In Shelley v. Kraemer, 334 U.S. 1, 92 L. Ed. 1161, 68 S. Ct. 836 (1948), the Supreme Court relied on the fourteenth amendment in striking down privately executed restrictive covenants prohibiting real property from being used or occupied by any persons except those of the Caucasian race. In doing so, Chief Justice Vinson noted, “These are cases in which the purposes of the agreements were secured only by judicial enforcement by state courts of the restrictive terms of the agreements.” Shelley v. Kraemer, 334 U.S. at 13, 92 L. Ed. at 1180-81, 68 S. Ct. at 842. I am aware that the Shapira court rejected the applicability of Shelley to cases such as the instant one, holding:

“In the case at bar, this court is not being asked to enforce any restriction upon Daniel Jacob Shapira’s constitutional right to marry.

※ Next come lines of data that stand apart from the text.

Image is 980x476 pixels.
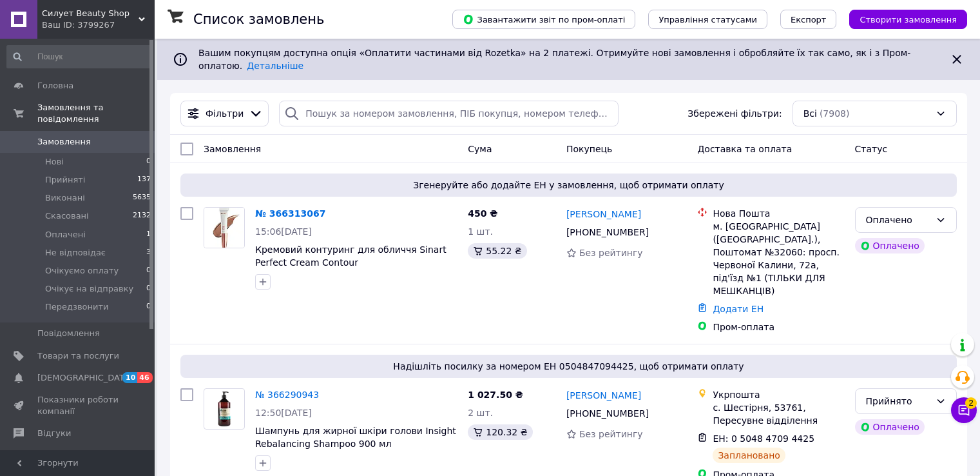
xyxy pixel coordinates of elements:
[147,283,151,295] span: 0
[697,144,792,154] span: Доставка та оплата
[42,8,138,19] span: Силует Beauty Shop
[713,304,764,314] a: Додати ЕН
[856,419,925,434] div: Оплачено
[713,401,844,427] div: с. Шестірня, 53761, Пересувне відділення
[255,226,312,237] span: 15:06[DATE]
[45,301,109,313] span: Передзвонити
[820,109,850,118] span: (7908)
[856,144,888,154] span: Статус
[468,243,526,259] div: 55.22 ₴
[147,156,151,167] span: 0
[37,394,119,417] span: Показники роботи компанії
[713,320,844,333] div: Пром-оплата
[45,192,85,203] span: Виконані
[255,208,326,219] a: № 366313067
[133,192,151,203] span: 5635
[867,394,931,408] div: Прийнято
[658,15,757,24] span: Управління статусами
[468,424,533,440] div: 120.32 ₴
[122,372,138,383] span: 10
[468,390,524,400] span: 1 027.50 ₴
[45,265,118,277] span: Очікуємо оплату
[463,14,625,25] span: Завантажити звіт по пром-оплаті
[147,301,151,313] span: 0
[468,144,492,154] span: Cума
[205,107,243,120] span: Фільтри
[204,208,244,248] img: Фото товару
[138,174,151,185] span: 137
[45,283,133,295] span: Очікує на відправку
[37,327,100,339] span: Повідомлення
[255,390,319,400] a: № 366290943
[198,48,911,71] span: Вашим покупцям доступна опція «Оплатити частинами від Rozetka» на 2 платежі. Отримуйте нові замов...
[452,10,636,29] button: Завантажити звіт по пром-оплаті
[849,10,968,29] button: Створити замовлення
[867,213,931,227] div: Оплачено
[203,388,245,430] a: Фото товару
[6,45,152,68] input: Пошук
[804,107,817,120] span: Всі
[837,14,968,24] a: Створити замовлення
[37,80,73,91] span: Головна
[147,229,151,241] span: 1
[713,220,844,298] div: м. [GEOGRAPHIC_DATA] ([GEOGRAPHIC_DATA].), Поштомат №32060: просп. Червоної Калини, 72а, під'їзд ...
[203,207,245,248] a: Фото товару
[210,389,240,429] img: Фото товару
[856,238,925,253] div: Оплачено
[45,156,64,167] span: Нові
[468,226,493,237] span: 1 шт.
[45,229,86,241] span: Оплачені
[37,136,91,147] span: Замовлення
[713,388,844,401] div: Укрпошта
[185,360,952,373] span: Надішліть посилку за номером ЕН 0504847094425, щоб отримати оплату
[713,207,844,220] div: Нова Пошта
[791,15,827,24] span: Експорт
[147,265,151,277] span: 0
[468,408,493,418] span: 2 шт.
[468,208,497,219] span: 450 ₴
[566,144,612,154] span: Покупець
[37,102,155,125] span: Замовлення та повідомлення
[147,247,151,259] span: 3
[564,223,651,241] div: [PHONE_NUMBER]
[45,210,89,222] span: Скасовані
[860,15,957,24] span: Створити замовлення
[37,350,119,362] span: Товари та послуги
[952,397,977,423] button: Чат з покупцем2
[965,397,977,409] span: 2
[133,210,151,222] span: 2132
[580,248,643,258] span: Без рейтингу
[37,428,71,439] span: Відгуки
[255,408,312,418] span: 12:50[DATE]
[185,178,952,192] span: Згенеруйте або додайте ЕН у замовлення, щоб отримати оплату
[566,389,641,402] a: [PERSON_NAME]
[713,433,815,443] span: ЕН: 0 5048 4709 4425
[203,144,261,154] span: Замовлення
[255,425,456,449] a: Шампунь для жирної шкіри голови Insight Rebalancing Shampoo 900 мл
[37,372,133,384] span: [DEMOGRAPHIC_DATA]
[713,448,786,463] div: Заплановано
[247,61,304,71] a: Детальніше
[564,404,651,422] div: [PHONE_NUMBER]
[279,100,619,127] input: Пошук за номером замовлення, ПІБ покупця, номером телефону, Email, номером накладної
[781,10,838,29] button: Експорт
[580,429,643,439] span: Без рейтингу
[138,372,152,383] span: 46
[42,19,155,31] div: Ваш ID: 3799267
[194,12,324,27] h1: Список замовлень
[566,208,641,221] a: [PERSON_NAME]
[255,244,447,268] a: Кремовий контуринг для обличчя Sinart Perfect Cream Contour
[45,247,106,259] span: Не відповідає
[45,174,85,185] span: Прийняті
[687,107,782,120] span: Збережені фільтри:
[649,10,768,29] button: Управління статусами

Rather, this court is being asked to enforce the testator’s restriction upon his son’s inheritance.” Shapira v. Union National Bank, 39 Ohio Misc. at 31, 315 N.E.2d at 827.

However, I believe that this rationale may be a distinction without a difference.

I am also aware that the restrictive covenants considered in Shelley ostensibly were to be enforced in perpetuity and that under the Rule Against Perpetuities, a noncharitable trust generally can last for no more than three generations, so a testator’s imposition of limitations can usually only be enforced for 75 years. J. Sherman, Posthumous Meddling: An Instrumentalist Theory of Testamentary Restraints on Conjugal and Religious Choices, 1999 U. Ill. L. Rev. 1273, 1280. However, I believe that requiring courts to enforce such restraints even for only 75 years is too much. One of the decisions relied upon by the dissent illustrates the difficulties which face courts in attempting to enforce certain “partial restraints.” In In re Kempf Will, 252 A.D. 28, 297 N.Y.S. 307 (1937), the court interpreted the following testamentary condition:

“The bequest of a legacy on condition that the beneficiary ‘shall be brought up and educated in the faith of and according to the Roman Catholic Religion, otherwise this paragraph of this, my last will and testament, shall cease and be void and of no effect.’ ”

The court held that the beneficiary failed to comply with this condition even though he had been baptized as a Catholic, attended Catholic Sunday school and attended mass at various Roman Catholic churches with “reasonable regularity” for years. The beneficiary had missed attending his first communion due to illness and never received communion. The court found that this failure violated the testamentary condition and, therefore, the bequest to the beneficiary was denied.

In the instant case, the appellees question what would occur if one of the grandchildren initially married a non-Jew but subsequently married a Jew. Under the “Jewish Clause” the grandchild would be deemed to be deceased as of the date of the first marriage. The question arises as to whether the grandchild would be “resurrected” upon marrying the Jewish spouse. While the question is only theoretical, it is a very likely scenario. I believe that courts are ill-suited to decide this issue or the issue presented in Kempf.

As quoted in the dissent, “ ‘It is generally held in this country that partial restraints on marriage are valid unless unreasonable ***.’ Gordon v. Gordon, 332 Mass, at 206, 124 N.E.2d at 234.” 383 Ill. App. 3d at 1001. While the Restatement (First) and (Second) of Trusts explained that restraints such as the instant “Jewish Clause” were once considered reasonable, the Restatement (Third) of Trusts now provides that they are no longer reasonable. While many jurists, notably the Justices of the United States Supreme Court who adhere to the principle of following the “original intent” of the framers of the constitution believe in a static jurisprudence, the authors of the Restatements do not. I believe the Restatement (Third) of Trusts §29 (2003) is correct and I concur in affirming the circuit court’s well-reasoned decision.